Last Updated on April 10, 2022
I lived as a chronic procrastinator for a long time. If a task was boring, stressful, or both, I would often leave them to the last minute, or worse still, past the due date.
I tried rewards, I tried punishments. Neither worked that well.
Recently I had been putting off finished my year end business bookkeeping for a shockingly long time past due. I’d tried lots of approaches but nothing was working. It was a beautiful day and all I wanted to do was go to the beach. I exclaimed to my partner my predicament – I was met with laughter, followed by the suggestion I should just bring my bookkeeping to the beach! I thought this was a weird idea, but worth a try.
It worked. I got started.
The positive association of the beach was enough to offset the negative association of the bookkeeping. I’d discovered the power of a Hedonic Offset.
Some rough thoughts on it here…
Why We Put Off Stressful Tasks
It might be as simple as reading an email, but if there’s stress associated with it, it can be put off for months. Emotions are powerful.
What’s needed: System 1 and 2 alignment. I also like the “elephant and the rider” metaphor – we need to get them both on same side, else the elephant will find a way to stop you.
The analogy suggests that everyone has two sides—a rider and an elephant. The rider represents the rational thinker, the analytical planner, the evidence-based decision-maker. The elephant, on the other hand, is an emotional player, full of energy, sympathy and loyalty, who stays put, backs away, or rears up based on feelings and instincts. The elephant is often on automatic pilot.
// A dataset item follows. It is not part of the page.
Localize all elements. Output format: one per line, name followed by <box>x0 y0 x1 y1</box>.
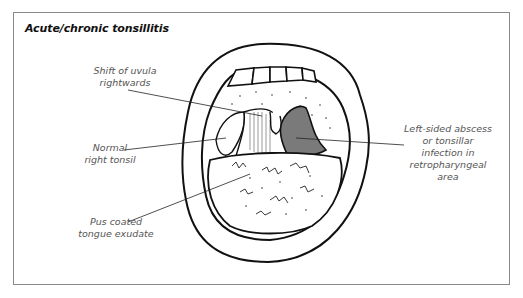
label-left-abscess: Left-sided abscess or tonsillar infectio… <box>398 123 498 183</box>
label-normal-right-tonsil: Normal right tonsil <box>70 142 150 166</box>
label-tongue-exudate: Pus coated tongue exudate <box>66 216 166 240</box>
label-uvula-shift: Shift of uvula rightwards <box>70 65 180 89</box>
It is the part of the brain that tells us to go ahead and eat the ice cream, after the rider has decided to put us on a diet.
Although the rider holds the reins and appears to lead the elephant, the six-ton elephant can, at any time, overpower the rider and the rider, although he may not know this, can’t force the elephant to go anywhere unless he appeals to him and motivates him in some sustainable way. “In order to change the elephant, we have to appeal to a felt need,” Heath said. “Sparks come from emotion, not information.”
Carnegie Blog
When To Use Hedonic Offset
I only use the Hedonic Offset for task I’ve really struggled to start. Sometimes I just need to either make the task less daunting (think Tiny Habits) or give myself a deadline (timeboxing). That works well for me for boring tasks or just tasks that might be overwhelmingly big. I recommend trying these two approaches first before resorting to the Hedonic Offset.
Make The Task Less Daunting — Make it Tiny
As the saying goes, and to use an unrelated elephant metaphor:
How do you eat an elephant?
One bite at a time
I’ve had a lot of success using BJ Fogg’s Tiny Habits approach.
Give Yourself a Deadline
The work expands to fill the time.
I’ve also had a long of success with setting deadlines, real or artificial. The time-boxing is powerful. More on Parkinson’s Law here.
How To Use a Hedonic Offset
Sometimes all the regular stuff just isn’t working. The deadline passed, and I haven’t even taken the tiniest step forward. This is when I deploy the Hedonic Offset.
The key is associating the task you don’t want to do with a task you do want to do.
Hedonic Offset Ideas
Here’s some of the hedonic offset ideas that I’ve used. This might help trigger something that would work for you.
- Location. Find a new space. What about the beach? A park, cafe, bar, friends house?
- Activity. Sometimes I cook myself favorite meal and do task while enjoying it.
- Timing. Change the time of day. Sometimes I am able to get past the blocks by doing the task outside of my regular “business hours”.